About This Location
A six-story Gothic stone clock tower built in 1910 by sugar baron Manuel Rionda for his wife Harriet to view New York from the New Jersey Palisades. The tower sits in one of America's most expensive neighborhoods where Beyonce and Jay-Z own property.
The Ghost Story
The structure known as Devil's Tower rises one hundred feet above the Palisades in Alpine, the centerpiece of what was once the Rio Vista estate. It was designed by architect Charles Rollinson Lamb -- a founding member of the National Sculpture Society whose father established the renowned J. and R. Lamb Studios -- and commissioned around 1910 by Manuel Rionda, a Spanish-born sugar baron who had amassed one of the largest fortunes in America through his Cuban cane plantations. The estate sprawled across more than two hundred acres encompassing parts of present-day Alpine, Closter, and Cresskill, featuring a man-made lake, bridle paths, elaborate gardens, and a neo-Gothic compound of deep grey stone buildings. Rionda had the tower built behind the main house so that his wife, Harriet Clarke Rionda, could enjoy views of the Hudson River, Yonkers, New York City, and Long Island Sound from its upper floors. In reality, the imposing structure served a practical purpose: it was an ornate water tower housing a large wooden tank that provided water pressure to the various buildings across the estate. Rionda also maintained a private office at the top.
The legend that haunts the tower, however, tells a very different story. According to local folklore, Harriet caught Manuel in the midst of an affair with another woman and, devastated by the betrayal, threw herself from the top of the tower to her death. In the years since, visitors report hearing her scream as though she is falling, smelling her perfume drifting through the air around the base, and seeing a shadowy figure moving behind the sealed windows. The most famous ritual involves driving or walking backward around the tower -- some versions say three times at midnight to summon Harriet's ghost, six times to summon the Devil himself. Attempts to demolish the tower have also entered the lore, with stories claiming that workers on demolition crews died under mysterious circumstances, preventing anyone from tearing it down.
Historical records tell a more prosaic truth. Harriet Clarke Rionda died of natural causes in 1922 from the complications of a stroke in a New York hospital. Her ashes were interred in a nearby chapel on the estate grounds, also designed by Charles Lamb. Manuel Rionda died in Alpine in 1943 at approximately eighty years of age. Both were eventually reinterred at Brookside Cemetery in Englewood. After Manuel's death, with no heir to inherit the property, the estate was sold and eventually became the Tammybrook Country Club before being developed into the Rio Vista residential neighborhood.
The tower's sinister nickname likely originated in the decades when the abandoned structure attracted teenagers who broke in to party among its crumbling rooms, leaving graffiti -- some of it Satanic in nature -- across the interior walls. There was also a tunnel that once connected the tower to the main mansion, and Manuel reportedly sealed it and removed the elevator after Harriet's death, adding fuel to rumors of dark secrets. The doors and windows have since been sealed and the tower is gated and locked, but it remains a landmark visible from the surrounding neighborhood, which now counts Beyonce, Jay-Z, and Stevie Wonder among its residents. Whether the screams reported on quiet nights belong to Harriet's ghost or to the wind funneling through the Palisades cliffs, the tower continues to draw curiosity-seekers who circle it in the dark, counting their laps.
Researched from 8 verified sources including historical records, local archives, and paranormal research organizations. Learn about our research process.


WORK ORDER: Output the records exactly as they appear, with no pictures included.

(Figure record listings)
========================================
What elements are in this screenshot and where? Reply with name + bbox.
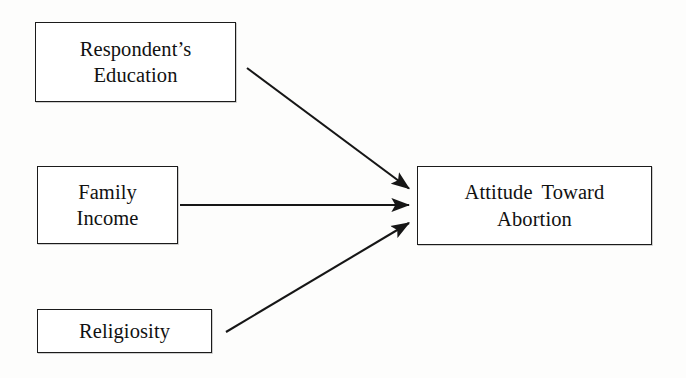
- edge-education-to-outcome: [247, 68, 409, 189]
- node-attitude-toward-abortion: Attitude Toward Abortion: [417, 166, 652, 245]
- causal-path-diagram: Respondent’s Education Family Income Rel…: [0, 0, 686, 378]
- node-label-outcome: Attitude Toward Abortion: [465, 179, 605, 231]
- node-label-income: Family Income: [76, 179, 138, 231]
- edge-religiosity-to-outcome: [226, 223, 409, 332]
- node-label-religiosity: Religiosity: [79, 318, 170, 344]
- node-religiosity: Religiosity: [37, 309, 212, 353]
- node-label-education: Respondent’s Education: [80, 36, 192, 88]
- node-family-income: Family Income: [37, 166, 178, 244]
- node-respondents-education: Respondent’s Education: [35, 22, 236, 102]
========================================
ANSWER BELOW:
What elements are in this screenshot and where? Reply with name + bbox.
- edge-education-to-outcome: [247, 68, 409, 189]
- node-attitude-toward-abortion: Attitude Toward Abortion: [417, 166, 652, 245]
- causal-path-diagram: Respondent’s Education Family Income Rel…: [0, 0, 686, 378]
- node-label-outcome: Attitude Toward Abortion: [465, 179, 605, 231]
- node-label-income: Family Income: [76, 179, 138, 231]
- edge-religiosity-to-outcome: [226, 223, 409, 332]
- node-label-religiosity: Religiosity: [79, 318, 170, 344]
- node-religiosity: Religiosity: [37, 309, 212, 353]
- node-label-education: Respondent’s Education: [80, 36, 192, 88]
- node-family-income: Family Income: [37, 166, 178, 244]
- node-respondents-education: Respondent’s Education: [35, 22, 236, 102]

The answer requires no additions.